So as I understand it, all water from the DT goes to the settling filter, and then to either the white sump (dirty water) or black sump (clear water). Water is then pumped up to the refugium, which then drains water into the two tall cylinder tanks below it. These tanks can then be actuated to act as surges into the DT. You have powerhead grids to provide some uniform flow through the DT as well.
No.
The external loop goes like this:
DT > overflow > sump-run > settling tank > clear sump >pumps> raised fuge surge > DT
The settling tank will feed the dirty sump but that's connected back later. It's not part of the main flow.
The two large tanks under the raised fuge surge are opened to the water channels under ground. The two surge scrubber tanks over the DT are connected to the reef channels. These four tanks exchange water creating surge and anti-surge flow that is completely separate from the circulating loop above. There are no valves or actuators to the water connections. All actuation is at the air and vacuum lines over the tanks.
The powerheads are a separate third loop of flow. These create circulating clockwise and counter clockwise around the overflow going through the sealed water section in the back (with the cinderblock).
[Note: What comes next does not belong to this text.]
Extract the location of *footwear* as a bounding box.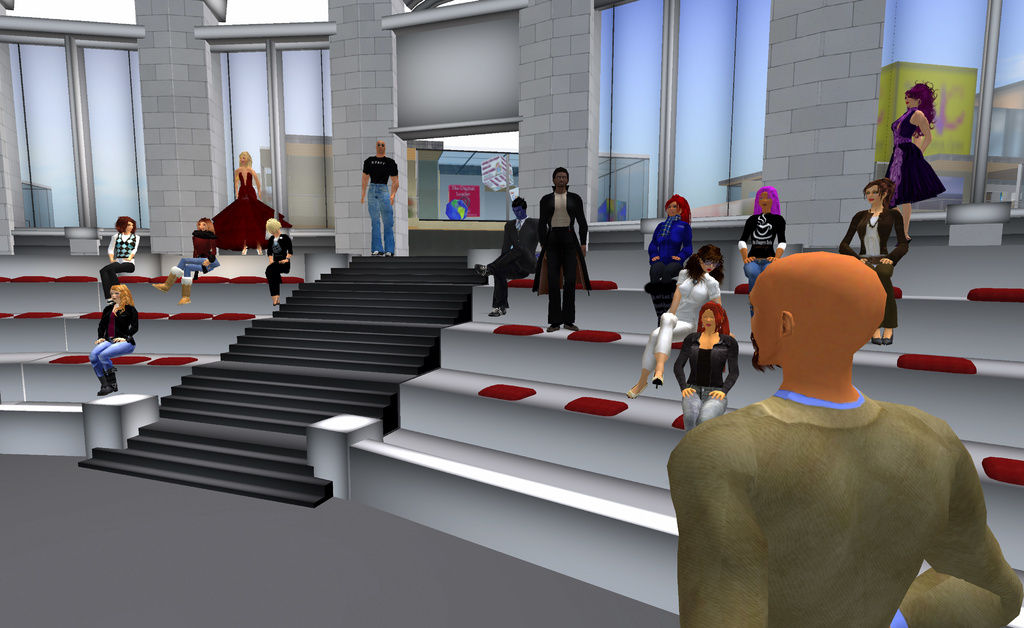
x1=97, y1=378, x2=109, y2=394.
This is independent of the external loop and the surge flow.
Now what I don't understand: Do you have a normal return, or is all the return through the surges? If so, where does it come from? I am assuming the vacuums come into play for the vertical algae scrubber pastures? How do those work? In the CAD there doesn't seem to be anything connected to the vertical tanks?
All the return is gravity fed back into the tank. That doesn't mean it's a surge. The return lines have valves that limit flow to create a steady return or open wide to create a surge. My intent is to have the 6 actuators connected to the level sensor in the fuge so that the flow is gradual but less than the refill rate by the pumps. Above a threshold, the gradual flow turns to surge to bring the fuge back down and restart the fill. Think of it as a very leaky surge. The external loop has no vacuums. All actuators are water valves.
The surge tanks have open channels to the water. All actuators are air/vacuum to pull water up or release it. The in-tank surges double as tanks that fish can swim up into to feed on the algae there.
I'm big on redundancy. The external loop has multiple pumps and multiple valves with emergency passive pipes.
The three loops are separate so if any one fails, the others will continue to work.
So if the vacuums fail, the powerheads and external loop work.